Chrome 21 implements this functionality using the HTML5 getUserMedia API, currently a W3C Editors Draft, to provide access to the camera and microphone after the user has granted it permission by responding to a prompt. The developers say that this is Chrome's "first big step" towards implementing the Web Real Time Communication (WebRTC) standard, which enables browsers to use JavaScript to control real-time communications. The new getUserMedia API support also enables capabilities such as motion detection – one demo, from StinkDigital, lets users play a xylophone by waving their hands,

Other changes in Chrome beta include improvements to Google's Cloud Print technology, which allows users to print over the web from PCs, smartphones and tablets. A Gamepad JavaScript API has been added to enable the use of game controllers with web-based games. Further details about the beta can be found in a post on the Chromium Blog.

On the same day as releasing the beta of Chrome 21, Google also published version 22.0.1201.0 to the web browser's Dev Channel.
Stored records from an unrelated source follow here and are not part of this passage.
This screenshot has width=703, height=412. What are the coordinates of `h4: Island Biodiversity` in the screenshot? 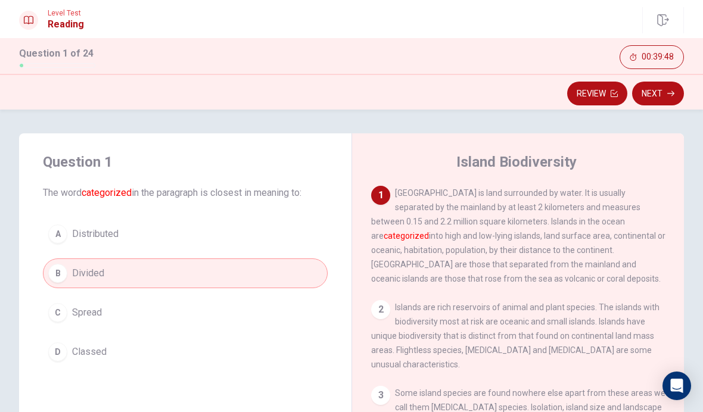 It's located at (516, 162).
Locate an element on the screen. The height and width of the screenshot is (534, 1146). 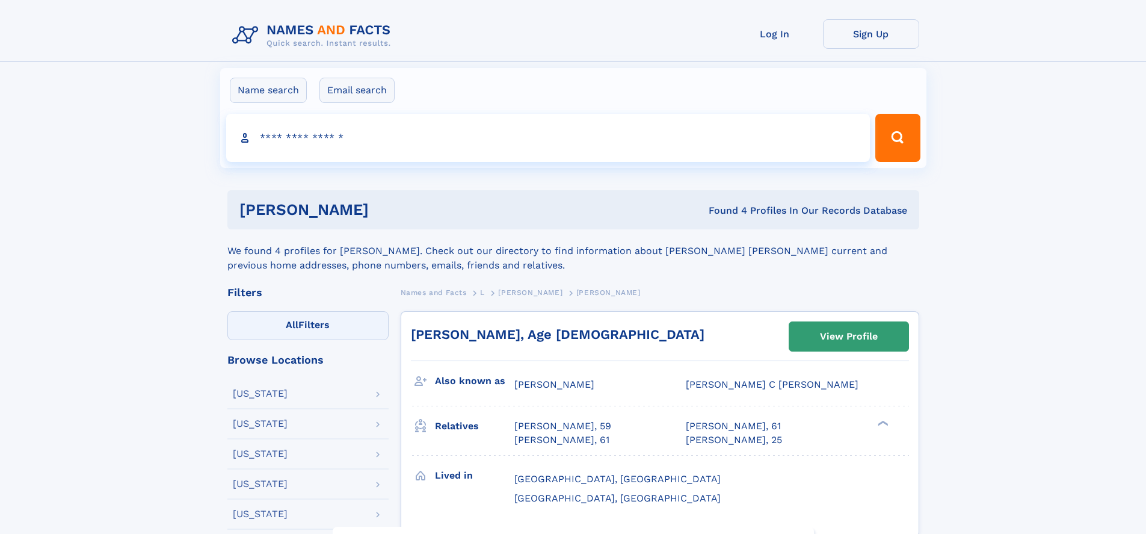
img: Logo Names and Facts is located at coordinates (314, 35).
The most notable change affects Mac users: Chrome 22 now requires Mac OS X 10.6 Snow Leopard or later, dropping support for Mac OS X 10.5.

The Chrome 21.0.1180.15 beta version and 22.0.1201.0 development version are available through the Chrome releases page for Windows, Mac OS X and Linux. Existing Beta or Dev Channel users will be automatically upgraded using the built-in update function. The current stable branch is Chrome 20 released at the end of June. Chrome is built from Chromium, the open source browser project run by Google.